Ten artists tackle female bullying in Mean Girls | Community Profile | Pittsburgh | Pittsburgh City Paper

Ten artists tackle female bullying in Mean Girls

Make no mistake: Girls can be twisted.

"We Are Not You," by Sonja Sweterlitsch
"We Are Not You," by Sonja Sweterlitsch
Photo by Heather Mull
Jen Gooch's "Do the Left/Right Thing"

Local curator Jill Larson invited 10 women from around the country to create art about girl bullying. The resulting exhibition, Mean Girls, at Space Gallery, includes works in various media from painting and drawing to video and performance, all meant to cultivate discussion and build awareness about bullying among young American women.  

Having once been a girl, I know how mean they can be. Cruelty, manipulation, backstabbing, physical and mental abuse ... and that was before lunch period. I try to look back in humor, but make no mistake: Girls can be twisted. And if seeing this often-downplayed side of girls expressed as art was an intriguing prospect, I still felt I had to keep my guard up.  

Sonja Sweterlitsch's "We Are Not You" features three life-sized paintings of blonde ladies in white gowns. Reminiscent of classical portraiture, the figures are heroically posed and back-dropped in lush, textured gold. Their expressions and posturing are neither confrontational nor chaste, but aloof. In the context of Mean Girls theme, I feel irritated, not awed, by the ease with which my eyes trace down their long bodies, admiring their airy purity. The paintings are positioned against the gallery's backmost wall: They anchor the entire show, lending them an off-putting authority. The gallery's own "mean girls," I presume?

Similarly, Julia Cannon's untitled grid of 24 drawings of pretty faces suggests that Cannon has a quiet obsession with beauty. Each belabored pout and delicate doe-eyed look is a meditation of remuddled "perfection." To Sweterlitsch and Cannon, idealism and beauty become their nemesis, a figurative bully.

Vanessa German evokes quite a contrast with her three found-object statuettes.  African masks are surrounded by meticulously arranged natural and man-made objects, giving each sculpture a tenderly crafted identity. Triangularly arranged with their backs to each other, they seem to guard the space between them, while simultaneously exposing their "guts." Too sentimental to be aggressive, these bodies instead become sources of both sacredness and defense; they are protective and protecting.

In "Do the Left/Right Thing," a two-channel video, Jenn Gooch delivers a victorious counterblow. On the left, dressed as pro boxer wearing headphones, Gooch punches the viewer head-on while whimpering, inaudibly through a frothy mouthguard, lyrics from Public Enemy's "Fight the Power." On the right: a re-enactment of the opening to Spike Lee's Do the Right Thing (1989) featuring dancing Fly Girl Rosie Perez. Gooch sardonically captures Perez with clumsy but unrelenting accuracy. I laugh at her as bullying thoughts compulsively, if momentarily, control my mind. Gooch slyly transforms her viewers into bullies. But I get hypnotized. Her self-awareness starts to make way for genuine effort. With each pelvic thrust, each "Roger Rabbit" attempted in her primary-color bodysuit, she gets better, stronger, funnier. I was punched a good 100 times before I finally walked away.

Traci Molloy's photo diptych "Bullycide: Girls" and "Bullycide: Boys" functions like a memorial to those who have committed suicide as a result of bullying. The two large ghost-like faces are a composite of the victims' portraits forming indeterminate identities, one male, the other female. The intended anonymity creates a dramatic confrontation that is further intensified by how the name and age of each victim is physically cut away — subtracted — from the portrait. It's painful to see the ages, one as young as 9. 

Other Mean Girls artists include Alison Stehlik, Andrea Sherrill Evans, Barbara Schreiber, Marian Barber and Randie Snow. The exhibition's interactive sculpture (untitled and uncredited) invites us to share our own bully stories. On two six-foot-tall cutouts in the shape of the universal "girl" symbol, we are asked to write our experiences in Sharpie: the bullied on one form, the bullies on the other. I would think most visitors would write on both.

After contributing my stories, I step back to read of my past crimes and victimhood and those of others. One statement reads simply: "Bullies are bullied too." This confession reveals something important: Mean Girls places most, if not all, of its focus on victimhood. Since bullying is commonly about power, aggression and pain, I wonder what the art of a bully would tell us.

Art is capable of ripping apart sanitized, newsbite-worthy stereotypes to expose how ugliness, like bullying, is constructed and perpetuated. Mean Girls definitely takes us in the right direction by showing how some women experience bullying while calling attention to the issue. Although virtuous and pensive, Mean Girls is too shy about taking us down the dark alley that can rattle us into passionate discord. On the other hand, perhaps I came ready to fight when I should have come prepared to listen.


◆ TASK DIRECTIONS ◆
The records are to be copied exactly and in full.

[Opening GIVEN INFORMATION section]

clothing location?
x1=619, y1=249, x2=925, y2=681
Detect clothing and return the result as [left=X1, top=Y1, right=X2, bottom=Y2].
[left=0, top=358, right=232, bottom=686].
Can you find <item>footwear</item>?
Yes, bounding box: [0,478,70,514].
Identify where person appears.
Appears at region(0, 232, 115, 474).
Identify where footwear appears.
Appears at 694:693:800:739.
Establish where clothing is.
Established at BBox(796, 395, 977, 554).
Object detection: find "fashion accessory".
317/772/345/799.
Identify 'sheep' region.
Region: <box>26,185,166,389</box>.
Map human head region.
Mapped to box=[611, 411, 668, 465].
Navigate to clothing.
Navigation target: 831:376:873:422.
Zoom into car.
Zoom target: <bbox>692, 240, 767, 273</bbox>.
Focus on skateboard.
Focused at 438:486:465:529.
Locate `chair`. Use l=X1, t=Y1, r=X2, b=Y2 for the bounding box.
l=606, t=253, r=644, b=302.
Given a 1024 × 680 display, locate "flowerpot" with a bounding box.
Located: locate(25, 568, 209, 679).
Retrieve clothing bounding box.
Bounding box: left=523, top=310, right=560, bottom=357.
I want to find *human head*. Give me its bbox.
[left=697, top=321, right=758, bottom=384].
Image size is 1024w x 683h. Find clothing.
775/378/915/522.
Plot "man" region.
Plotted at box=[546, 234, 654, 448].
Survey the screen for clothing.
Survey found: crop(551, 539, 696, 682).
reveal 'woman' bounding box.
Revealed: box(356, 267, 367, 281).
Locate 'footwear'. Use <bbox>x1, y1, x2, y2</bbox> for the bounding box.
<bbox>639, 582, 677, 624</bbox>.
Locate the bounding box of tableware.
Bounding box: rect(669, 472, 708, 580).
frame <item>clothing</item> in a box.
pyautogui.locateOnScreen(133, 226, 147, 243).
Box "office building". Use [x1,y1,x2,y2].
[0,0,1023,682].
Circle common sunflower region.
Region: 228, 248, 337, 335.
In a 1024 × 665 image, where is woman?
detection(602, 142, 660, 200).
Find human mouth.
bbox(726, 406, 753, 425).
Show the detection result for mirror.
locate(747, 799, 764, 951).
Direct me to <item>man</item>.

[Closing GIVEN INFORMATION section]

◆ RESPONSE TO THIS EXERCISE ◆
clothing location?
x1=619, y1=249, x2=925, y2=681
Detect clothing and return the result as [left=X1, top=Y1, right=X2, bottom=Y2].
[left=0, top=358, right=232, bottom=686].
Can you find <item>footwear</item>?
Yes, bounding box: [0,478,70,514].
Identify where person appears.
Appears at region(0, 232, 115, 474).
Identify where footwear appears.
Appears at 694:693:800:739.
Establish where clothing is.
Established at BBox(796, 395, 977, 554).
Object detection: find "fashion accessory".
317/772/345/799.
Identify 'sheep' region.
Region: <box>26,185,166,389</box>.
Map human head region.
Mapped to box=[611, 411, 668, 465].
Navigate to clothing.
Navigation target: 831:376:873:422.
Zoom into car.
Zoom target: <bbox>692, 240, 767, 273</bbox>.
Focus on skateboard.
Focused at 438:486:465:529.
Locate `chair`. Use l=X1, t=Y1, r=X2, b=Y2 for the bounding box.
l=606, t=253, r=644, b=302.
Given a 1024 × 680 display, locate "flowerpot" with a bounding box.
Located: locate(25, 568, 209, 679).
Retrieve clothing bounding box.
Bounding box: left=523, top=310, right=560, bottom=357.
I want to find *human head*. Give me its bbox.
[left=697, top=321, right=758, bottom=384].
Image size is 1024w x 683h. Find clothing.
775/378/915/522.
Plot "man" region.
Plotted at box=[546, 234, 654, 448].
Survey the screen for clothing.
Survey found: crop(551, 539, 696, 682).
reveal 'woman' bounding box.
Revealed: box(356, 267, 367, 281).
Locate 'footwear'. Use <bbox>x1, y1, x2, y2</bbox> for the bounding box.
<bbox>639, 582, 677, 624</bbox>.
Locate the bounding box of tableware.
Bounding box: rect(669, 472, 708, 580).
frame <item>clothing</item> in a box.
pyautogui.locateOnScreen(133, 226, 147, 243).
Box "office building". Use [x1,y1,x2,y2].
[0,0,1023,682].
Circle common sunflower region.
Region: 228, 248, 337, 335.
In a 1024 × 665 image, where is woman?
detection(602, 142, 660, 200).
Find human mouth.
bbox(726, 406, 753, 425).
Show the detection result for mirror.
locate(747, 799, 764, 951).
Direct me to <item>man</item>.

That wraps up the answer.